Extreme weather worries
The eastern parts of the US, including Baltimore, New York and Washington, are just about recovering from a mighty blizzard that took lives and endangered people for days. Hurricane force winds and flooding have also posed impediments to normal life even as snow records are being rewritten. Scores of people have died in Taiwan from hypothermia while China renewed over the weekend its orange warning, its second highest alert.
Hong Kong is shivering from unprecedented cold while Nago city in Japan has experienced snowfall for the first time since 1966. Thousands of flights have been cancelled in the southern South Korean island of Jeju even as the mountainous parts of northern India are experiencing a cold snap peppered with fog. Cold weather is not new to January, but such extreme weather events are increasing by the year, suggesting that climate patterns have changed for the worse, whether in hot or cold parts of the year.
The year 2015 was the warmest on record, according to Nasa. Climate change deniers may be sceptical but scientists explain that global patterns of extreme weather events, like heat waves in Europe, heavy rainfall in Asia and drought in Australia, Africa and California, in the last few years relate to global warming and climate change.
The global warming trend is linked to such extreme cold events too as hotter air can hold more moisture and so, when a storm gathers, it can unleash huge amounts of snow. Shrinking winter ice cover leads to even more moisture in the air and more snowstorms. We probably know the causes, but the solution to stabilise the global climate remains unclear.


**Work order**.
Locate "Identify the location" in the records below, then copy its line and every following line exactly, without the pictures.

Start of Provided records

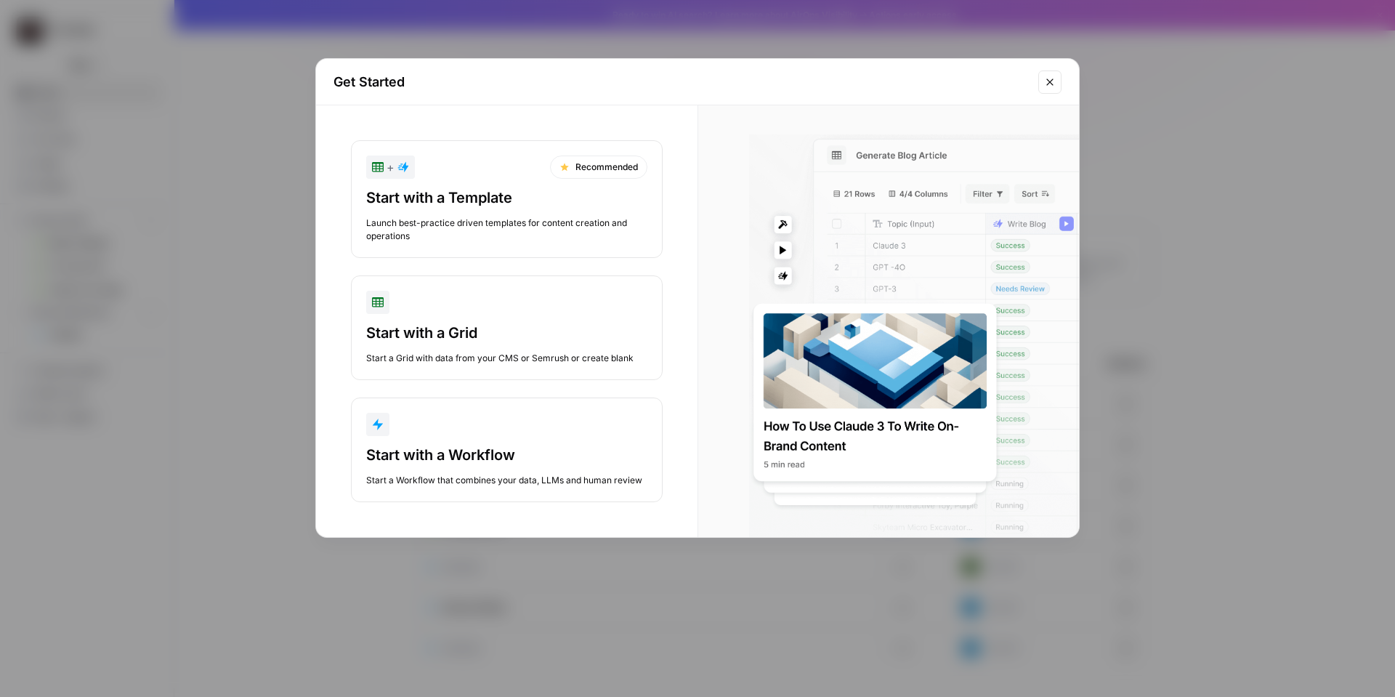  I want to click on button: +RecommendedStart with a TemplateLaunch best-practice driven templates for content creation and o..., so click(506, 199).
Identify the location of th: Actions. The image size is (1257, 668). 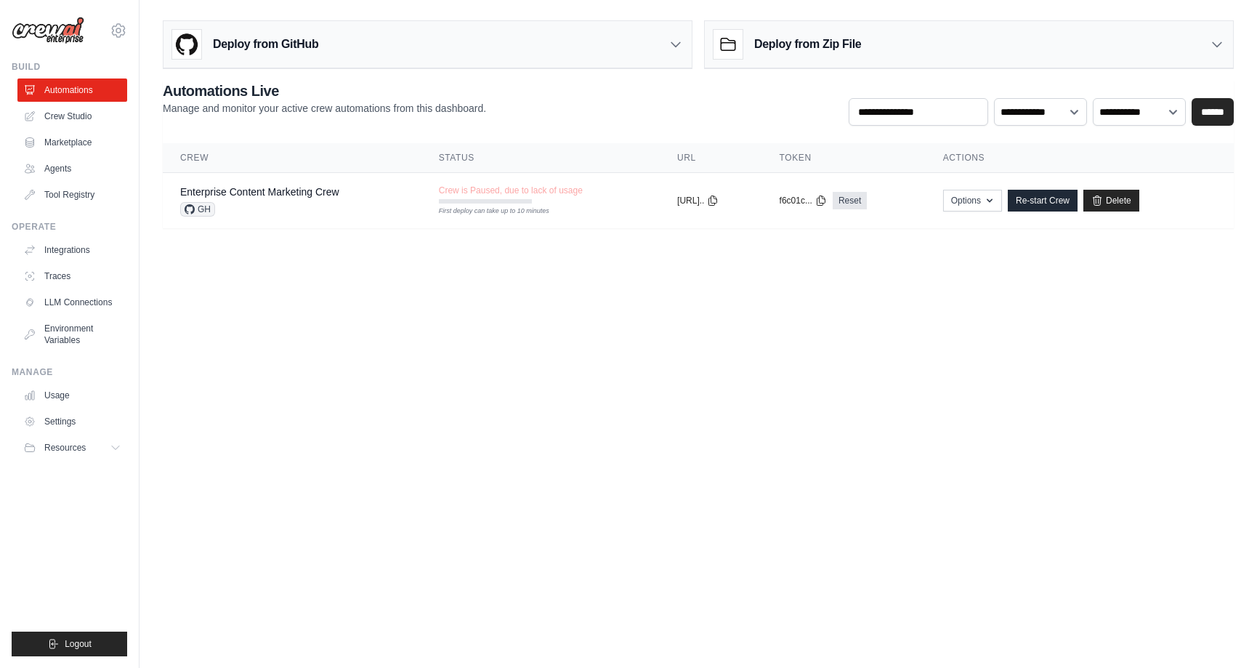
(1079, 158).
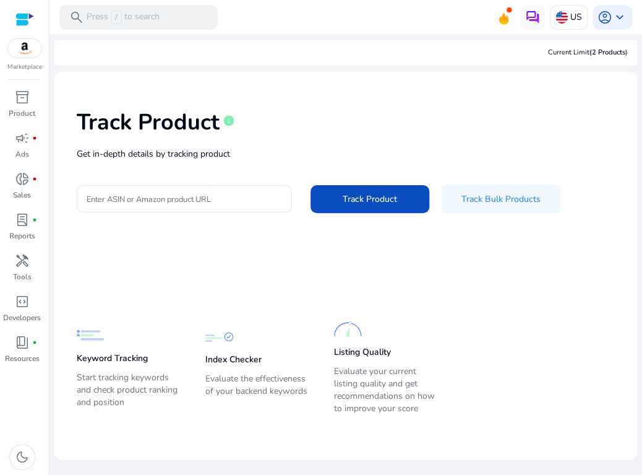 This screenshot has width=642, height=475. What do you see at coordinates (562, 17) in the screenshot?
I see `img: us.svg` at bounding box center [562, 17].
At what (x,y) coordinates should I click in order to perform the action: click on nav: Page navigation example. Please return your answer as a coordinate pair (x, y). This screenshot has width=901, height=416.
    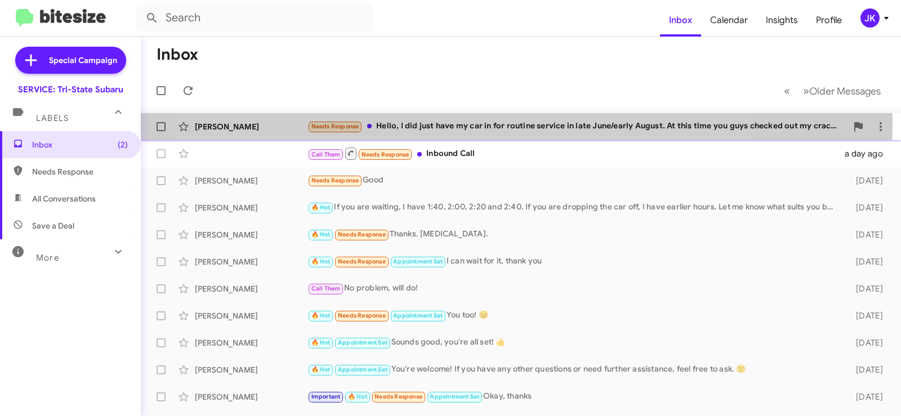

End of Provided records

**Answer to this exercise**.
Identify the location of th: Actions. The image size is (1257, 668). 
(1079, 158).
 This screenshot has width=642, height=475. What do you see at coordinates (562, 17) in the screenshot?
I see `img: us.svg` at bounding box center [562, 17].
At what (x,y) coordinates should I click in order to perform the action: click on nav: Page navigation example. Please return your answer as a coordinate pair (x, y). This screenshot has width=901, height=416.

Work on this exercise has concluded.